A requirement of transposition only exists by way of exception where it is stated in the regulation itself (and thus by means of secondary law), eg the Statute of the European Company, or where it is factually necessary; (in the latter case, the requirement of transposition follows from Art 288(2) TFEU/249(2) EC in connection with Art 4(3) TEU/10 EC). Such regulations are also known as incomplete or ‘limping’ regulations.

3. Direct applicability

General applicability is to be distinguished from direct applicability. However, ‘by reason of their nature and their function in the system of the sources of [Union] law, regulations have direct effect and are as such, capable of creating individual rights which national courts must protect’ (ECJ Case 43/71 – Politi [1971] ECR 1039 para 9; ECJ Case 34/74 – Variola [1973] ECR 981 para 8). In accordance with its legal nature and addressees, the direct applicability of a regulation is not limited to relationships of vertical nature (ie between citizens and Member States) but, in contrast to the directive, can also take effect in the horizontal relationship between private individuals. This means that the regulation can constitute rights and obligations for private individuals against other private individuals which have to be enforceable in front of the national civil courts of the Member States (ECJ Case C-253/00 – Muñoz and Superior Fruiticola [2002] ECR I-7289 paras 30 ff). Take, for example, the Passenger Rights Regulation (Reg 261/2004): it creates a right of the passengers to compensation, reimbursement or re-routing and care enforceable against the air carrier (see ECJ Joined Cases 402 and 432/07 – Sturgeon, [2009] ECR I-10923).

The general conditions for direct applicability, namely that the provisions are unconditional regarding their content and do not need a transposing act, are usually met by regulations. The most noteworthy exceptions in this regard are incomplete regulations (see 2. above), regulations concerning the internal law of the EU and so-called basic regulations (which only govern essential aspects of certain matters).

4. Judicial review

Only bodies of the EU can institute a direct legal challenge against regulations thought to infringe primary law (Art 263(2) TFEU/230(2) EC). Individuals can only ask for an implicit review of the regulation’s conformity with primary law (ie as part of a legal action concerning the application of the regulation).
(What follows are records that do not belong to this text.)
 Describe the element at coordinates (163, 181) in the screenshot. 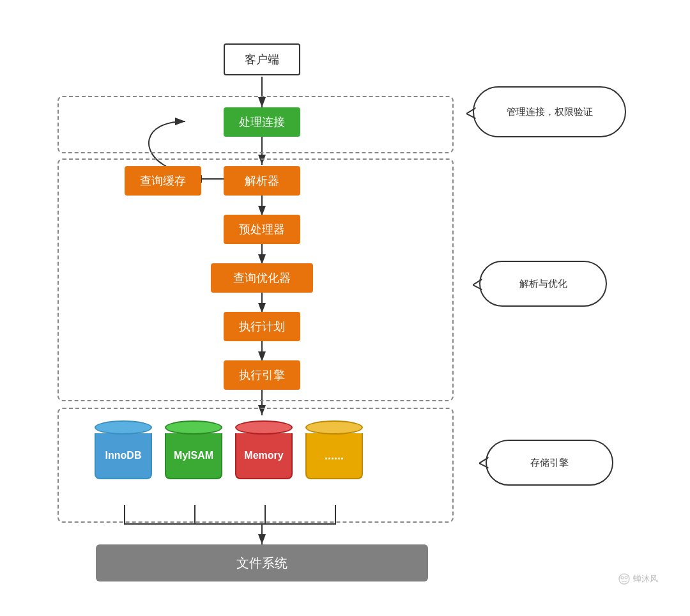

I see `query-cache-box: 查询缓存` at that location. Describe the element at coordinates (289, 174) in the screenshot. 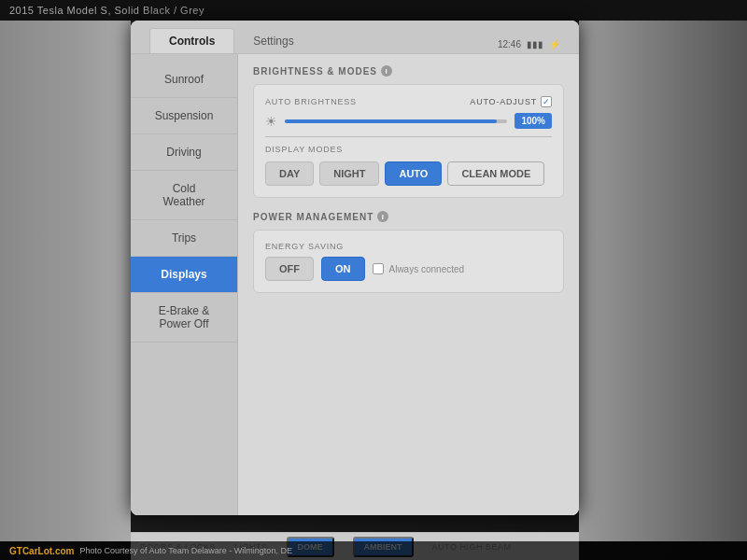

I see `mode-day-button: DAY` at that location.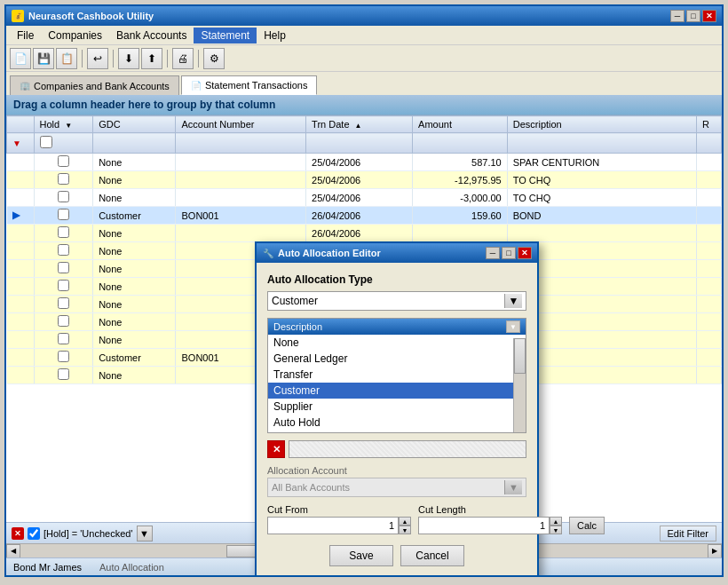 This screenshot has height=585, width=728. What do you see at coordinates (333, 526) in the screenshot?
I see `cut-from-input` at bounding box center [333, 526].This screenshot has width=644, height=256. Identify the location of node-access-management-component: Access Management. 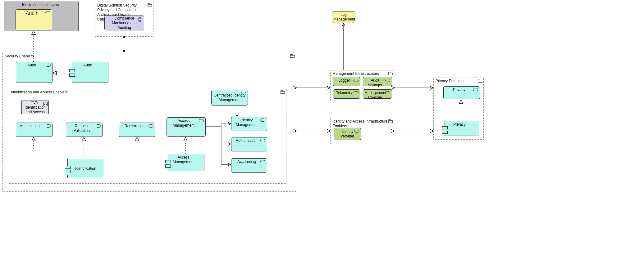
(186, 163).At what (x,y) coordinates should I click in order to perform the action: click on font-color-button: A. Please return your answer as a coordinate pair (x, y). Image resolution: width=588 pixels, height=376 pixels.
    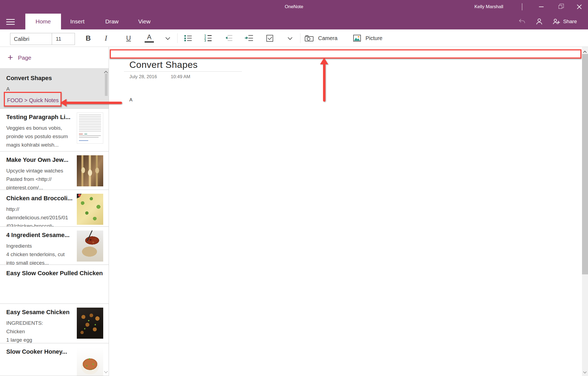
    Looking at the image, I should click on (149, 38).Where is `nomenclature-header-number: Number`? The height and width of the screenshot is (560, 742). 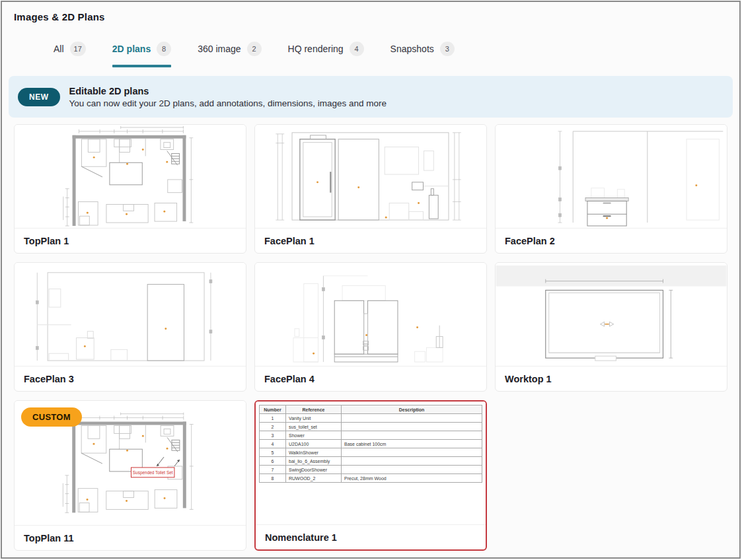 nomenclature-header-number: Number is located at coordinates (273, 409).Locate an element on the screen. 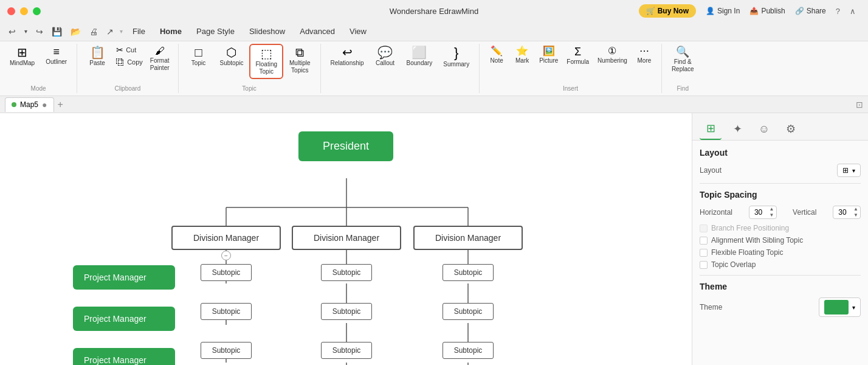 This screenshot has width=868, height=365. subtopic-1-2: Subtopic is located at coordinates (226, 311). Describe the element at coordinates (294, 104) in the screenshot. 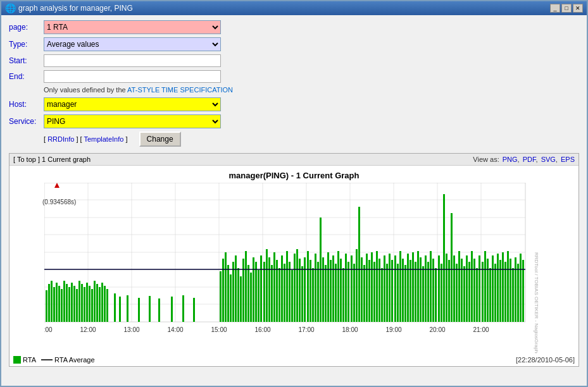

I see `host-row: Host: manager` at that location.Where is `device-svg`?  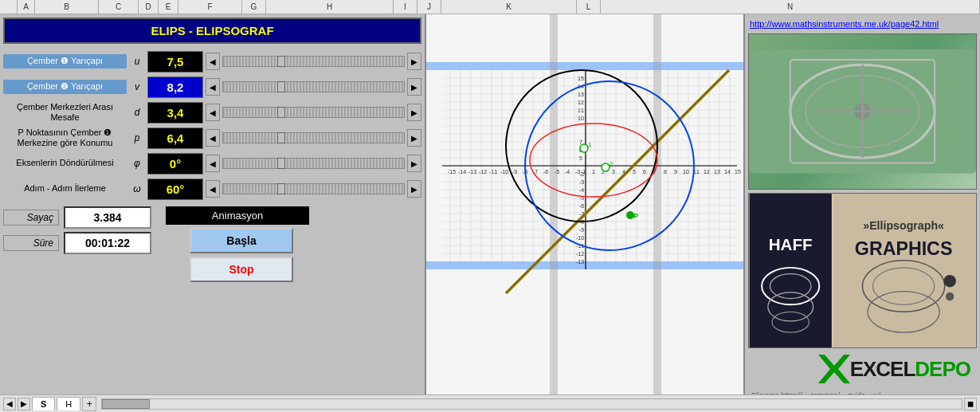 device-svg is located at coordinates (862, 112). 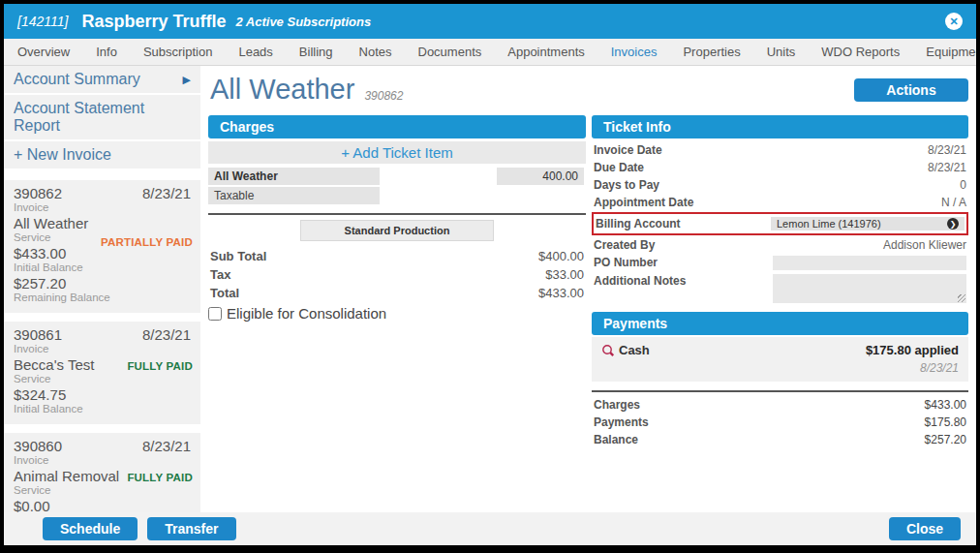 What do you see at coordinates (103, 117) in the screenshot?
I see `account-statement-report-label: Account Statement Report` at bounding box center [103, 117].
They can, however, institute an action for annulment according to Art 263(4) TFEU/230(4) EC if the regulation is of direct or individual concern to them; this is the case where a legal act appears in the form of a regulation but is a decision in substance—a so-called pseudo-regulation—or where a regulation, in specific circumstances, has the practical effect of a decision—a so-called hybrid legal act. For example, the ECJ held that a producer of sparkling wine could institute proceedings against a regulation of general applicability because it was of individual concern to him since it prevented him from using his graphic trademark (ECJ Case C-309/89 – Cordoniu [1989] ECR I-1853 para 14-23).

Literature

Hans-Jürgen Rabe, Das Verordnungsrecht der Europäischen Wirtschaftsgemeinschaft (1963); Wolfdietrich Möller, ‘Die Verordnung der Europäischen Gemeinschaften’ [1969] Jahrbuch des öffentlichen Rechts der Gegenwart 1; Derrick Wyatt, ‘The nature of regulations and directives’ [1977] E L Rev 215; Xabier Arzoz, ‘Rechtsfolgen der Rechtswidrigkeit von Verordnungen der Europäischen Gemeinschaften’ [2001] Jahrbuch des öffentlichen Rechts der Gegenwart 299; Armin von Bogdandy, Jürgen Bast, Fabian Arnd, ‘Handlungsformen im Unionsrecht’ (2002) 62 Zeitschrift für ausländisches öffentliches Recht und Völkerrecht 78; Johannes Köndgen, ‘Rechtsquellen des Europäischen Privatrechts’ in Karl Riesenhuber (ed), Europäische Methodenlehre (2nd edn, 2010) 189.

Retrieved from Regulation – Max-EuP 2012 on 23 April 2024.